Many observers pointed out that the Bucha massacre is reminiscent of the zachistki, or “clean up” operations, used in Russia’s Chechen wars. There, Russian troops indiscriminately killed civilian survivors as they advanced on towns and villages that had already been reduced to rubble by heavy shelling.

“Horrifying video footage of rocket attacks on residential neighbourhoods in Kharkiv and other towns cannot but remind of the pitiless destruction of Grozny in 1995 and 1999, which left the Chechen city almost obliterated,” tweeted Tom Parfitt, The Times’ veteran Russian correspondent. “That kind of shocking cruelty followed a vilification campaign in Russian media against Chechens, who were portrayed as sub-human savages (although there were very brave and tenacious Russian reporters and rights activists who fought that narrative vocally).”

The Bucha killings take the Ukraine war to a new level of animosity, fuelled by what appears to be very effective Kremlin propaganda that has poisoned the minds of average Russians against Ukrainians. Until now the difference between the Chechen campaigns and the current war in Ukraine has been that, despite the constant rhetoric about "denazification", Russian troops on the ground are faced with an “enemy” population that is not fundamentally “other” to them, points out Parfitt.

“A provincial Russian soldier advancing through Ukraine sees babushkas who look distressingly and morale-sappingly similar to his own,” says Parfitt. “For many Russians, Ukraine is not a faraway place occupied by (in the imagination, at least) head-choppers and primitives. It’s somewhere where you have childhood friends, or family.”

That hesitancy seems to have faded as the local Ukrainians have been demonised in the minds of the soldiers to the point where they can inflict savage violence on innocent civilians.

“[There is] unbelievable bestiality in Bucha and elsewhere. The worst has come to pass and we are seeing the same savagery once inflicted against civilians in Chechnya – this time, against a people who Putin claims are one nation with the Russians,” Parfitt concluded in a thread on twitter.

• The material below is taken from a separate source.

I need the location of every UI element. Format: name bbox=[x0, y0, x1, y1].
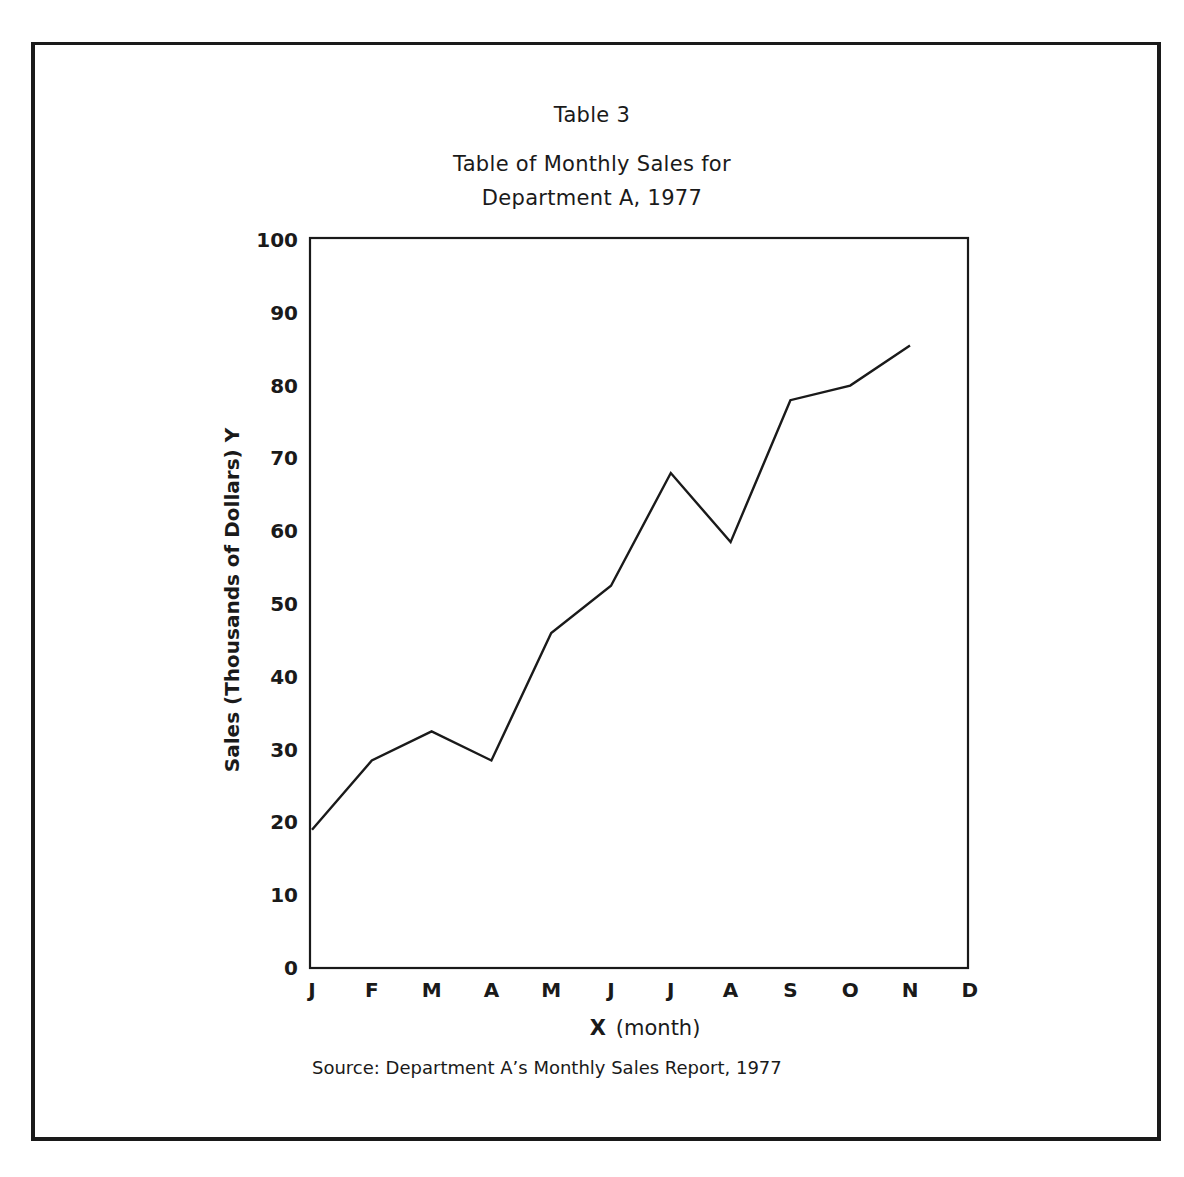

The Russian state-controlled media seems to have run an extremely effective propaganda campaign to persuade regular Russians that Ukraine is their enemy and poses an existential threat to Russia.

A recent poll by independent pollster the Levada Center found that Putin’s personal popularity had risen to 83%, its highest level in five years and on a par with levels following the annexation of  Crimea.

The massacre comes in the context of some progress in the peace talks between Russia and Ukraine. A major step forward was made at peace talks in Istanbul on March 29 when the Ukrainian side conceded to a ten-point list of peace proposals, including giving up its aspirations to join Nato, but little progress was made during the rest of the week.